The Dangers of Politicized Healthcare

If the past two or three years have taught us anything, it is that when healthcare becomes politicized, it becomes a danger to our personal bodily autonomy and possibly our very lives. For a long time, Canadians have taken federally and provincially funded healthcare for granted, thankful that we didn’t have to pay exorbitant amounts when accidents happened, and serious illness struck. Sure, we had to put up with wait lists for surgeries, MRI’s, visits with specialists, and other inconveniences, but we felt lucky that our life savings were not depleted, nor were we facing bankruptcy from hospital bills like people in the US often do. Socialized medicine gave us the illusion of being able to eat untold amounts of cake with the assurance that the resulting need for insulin would be carried by the state. Lack of exercise, poor eating habits, nutritional deficiencies, –all could be indulged in with the assurance that others would pay. Former Prime Minister of Britain, Margaret Thatcher, once commented that the problem with socialism is that it works until you run out of other people’s money. When governments have control of spheres in which they have no expertise, we end up with ideology and incompetence making decisions on things they know nothing about. Instead, we see things being bent to the end goal of the idealogues who are in power.
Healthcare in Canada has been overtaken by career politicians, many of them lawyers, who have no expertise in what creates and maintains health. Many of them are compromised by ties with pharmaceutical companies who gain money from sick people and make nothing when people are well. In BC, a law was passed that puts governmental people in charge of all the disciplines of medical and wellness care: chiropractic colleges, massage therapy, any alternative form of regulated healthcare – now will be governed by government appointed bureaucrats instead of professionals chosen by members within the ranks of their professions. When you combine this information along with the doctrine of climate alarmism that teaches that man is a blot on the face of the planet, the future is looking rather grim for the safety of those deemed not worthy of life or too expensive to sustain. Think of your loved ones who are becoming aged and declining in their cognitive awareness, your Down’s Syndrome child, those with autism, cancer, and auto-immune diseases that can cost the “system” a lot of money to treat or assist. How confident do you feel that their life is safe in governmental hands?
Government propaganda about “settled science”, an oxymoron if there ever was one, fueled one of the biggest campaigns of fear ever inflicted on the world, and drove many out of work, destroyed families, compromised care, and wrecked supply chains and the economy.
What is the answer? Is there an answer? The answer is not more of what caused the issue. We are governed to death with all kinds of mischief being framed by bureaucratic laws and mandates. We don’t need more “Big Brother” in our lives. What do we need?
We control what goes in our mouths.
We control how much exercise we get.
We control whether we are indulging ourselves with mindless hours of Facebook or internet gaming or investing in knowledge that helps us and others.
We control where our dollars are spent.
We control the community we choose to build in the form of family, friends we hang with, and the faith we have in a Power greater than ourselves.
We need to own our actions and the results of doing and not doing.
And We need to be brave.
You can’t beat something with nothing.
Ideas have consequences.
There is a whole world of knowledge on how to live a healthy and empowered life for those who look for it. Don’t waste your time on fear porn, whether it is coming from the approved governmental sources, or those who oppose them. Instead look for ways to help yourself, your family, and your circles of influence grow in knowledge and practical skills for living.
We don’t need servile dependence on governing authorities. We don’t need rugged individualism that centers only on the self. What we need is healthy interdependence that builds a world based on other-centered, self-giving love, faith in a future worth fighting for, and a character that seeks to turn implements of war into gardening tools.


** Task **
Identify every line in the records below that contains the word "this", and reproduce each one.

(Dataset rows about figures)
########
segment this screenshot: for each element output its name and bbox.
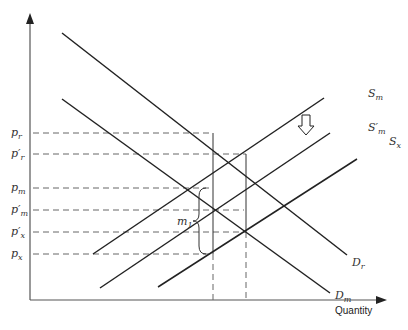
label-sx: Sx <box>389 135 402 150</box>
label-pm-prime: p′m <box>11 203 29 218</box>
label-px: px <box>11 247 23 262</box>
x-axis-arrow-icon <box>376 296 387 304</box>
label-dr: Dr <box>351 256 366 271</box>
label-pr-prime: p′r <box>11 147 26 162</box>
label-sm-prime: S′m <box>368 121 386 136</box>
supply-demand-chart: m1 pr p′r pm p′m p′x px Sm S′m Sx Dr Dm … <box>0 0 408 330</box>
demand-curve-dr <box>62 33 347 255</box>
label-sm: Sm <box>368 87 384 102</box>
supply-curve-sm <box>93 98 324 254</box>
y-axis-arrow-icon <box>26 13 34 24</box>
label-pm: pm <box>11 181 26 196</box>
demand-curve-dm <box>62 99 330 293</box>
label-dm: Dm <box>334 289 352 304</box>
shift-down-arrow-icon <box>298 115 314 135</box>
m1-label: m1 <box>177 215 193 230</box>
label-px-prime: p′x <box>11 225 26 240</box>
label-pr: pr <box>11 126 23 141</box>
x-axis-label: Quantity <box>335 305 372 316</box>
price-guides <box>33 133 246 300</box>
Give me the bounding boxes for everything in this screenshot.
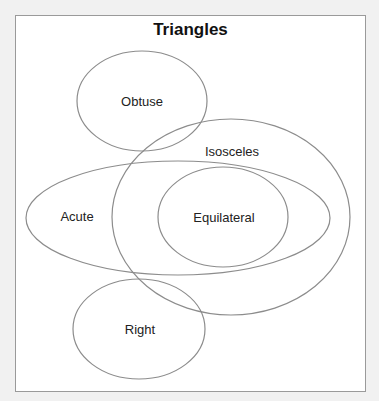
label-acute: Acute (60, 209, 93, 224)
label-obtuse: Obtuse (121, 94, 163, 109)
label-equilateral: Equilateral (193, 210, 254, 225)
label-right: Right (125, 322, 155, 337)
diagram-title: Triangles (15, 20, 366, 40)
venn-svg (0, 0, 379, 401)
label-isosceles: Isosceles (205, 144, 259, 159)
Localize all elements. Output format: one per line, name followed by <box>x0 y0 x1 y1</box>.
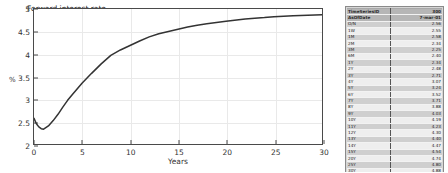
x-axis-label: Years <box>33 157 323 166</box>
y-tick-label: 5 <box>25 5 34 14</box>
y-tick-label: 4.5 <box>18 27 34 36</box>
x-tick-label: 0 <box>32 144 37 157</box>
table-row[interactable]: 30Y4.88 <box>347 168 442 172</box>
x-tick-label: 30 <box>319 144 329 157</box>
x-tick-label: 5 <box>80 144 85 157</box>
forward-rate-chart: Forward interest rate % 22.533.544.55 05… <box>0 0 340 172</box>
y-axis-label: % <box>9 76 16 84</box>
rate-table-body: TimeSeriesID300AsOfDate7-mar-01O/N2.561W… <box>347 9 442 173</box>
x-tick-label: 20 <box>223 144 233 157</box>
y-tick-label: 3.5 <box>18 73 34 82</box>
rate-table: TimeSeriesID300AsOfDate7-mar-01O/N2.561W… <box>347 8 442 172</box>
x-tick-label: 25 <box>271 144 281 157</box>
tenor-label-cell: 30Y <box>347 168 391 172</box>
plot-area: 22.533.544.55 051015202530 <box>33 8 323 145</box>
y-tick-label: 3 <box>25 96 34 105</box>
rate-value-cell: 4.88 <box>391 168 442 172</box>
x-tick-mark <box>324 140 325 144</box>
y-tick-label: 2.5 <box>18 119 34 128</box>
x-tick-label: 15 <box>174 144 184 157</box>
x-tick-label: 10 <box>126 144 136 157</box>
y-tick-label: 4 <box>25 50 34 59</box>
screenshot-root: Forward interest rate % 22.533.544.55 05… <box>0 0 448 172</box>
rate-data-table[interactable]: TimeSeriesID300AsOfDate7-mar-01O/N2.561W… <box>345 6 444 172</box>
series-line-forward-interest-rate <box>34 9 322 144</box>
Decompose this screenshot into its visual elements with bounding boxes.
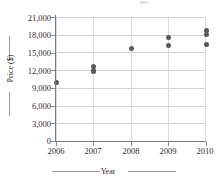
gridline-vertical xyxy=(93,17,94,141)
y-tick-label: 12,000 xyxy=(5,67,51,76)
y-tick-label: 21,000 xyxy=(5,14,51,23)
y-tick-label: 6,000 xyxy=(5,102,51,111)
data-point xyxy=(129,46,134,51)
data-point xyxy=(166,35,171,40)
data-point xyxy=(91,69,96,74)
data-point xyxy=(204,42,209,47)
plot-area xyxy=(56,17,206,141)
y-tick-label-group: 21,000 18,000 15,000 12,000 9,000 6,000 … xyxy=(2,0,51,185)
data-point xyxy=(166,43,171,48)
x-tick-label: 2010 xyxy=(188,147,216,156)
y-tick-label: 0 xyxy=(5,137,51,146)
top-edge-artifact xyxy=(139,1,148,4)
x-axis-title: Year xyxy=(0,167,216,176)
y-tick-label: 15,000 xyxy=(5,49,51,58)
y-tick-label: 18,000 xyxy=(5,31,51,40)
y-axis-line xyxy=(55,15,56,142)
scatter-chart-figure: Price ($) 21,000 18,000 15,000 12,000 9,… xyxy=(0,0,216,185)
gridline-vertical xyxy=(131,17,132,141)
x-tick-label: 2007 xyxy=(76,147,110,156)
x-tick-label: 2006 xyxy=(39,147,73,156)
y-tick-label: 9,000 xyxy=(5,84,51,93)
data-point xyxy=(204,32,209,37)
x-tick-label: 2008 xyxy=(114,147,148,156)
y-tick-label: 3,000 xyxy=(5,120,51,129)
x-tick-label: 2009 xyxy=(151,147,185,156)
########
** Answer to the problem **
segment this screenshot: for each element output its name and bbox.
Give me the bounding boxes for everything in this screenshot.
Decompose this screenshot into its visual elements with bounding boxes.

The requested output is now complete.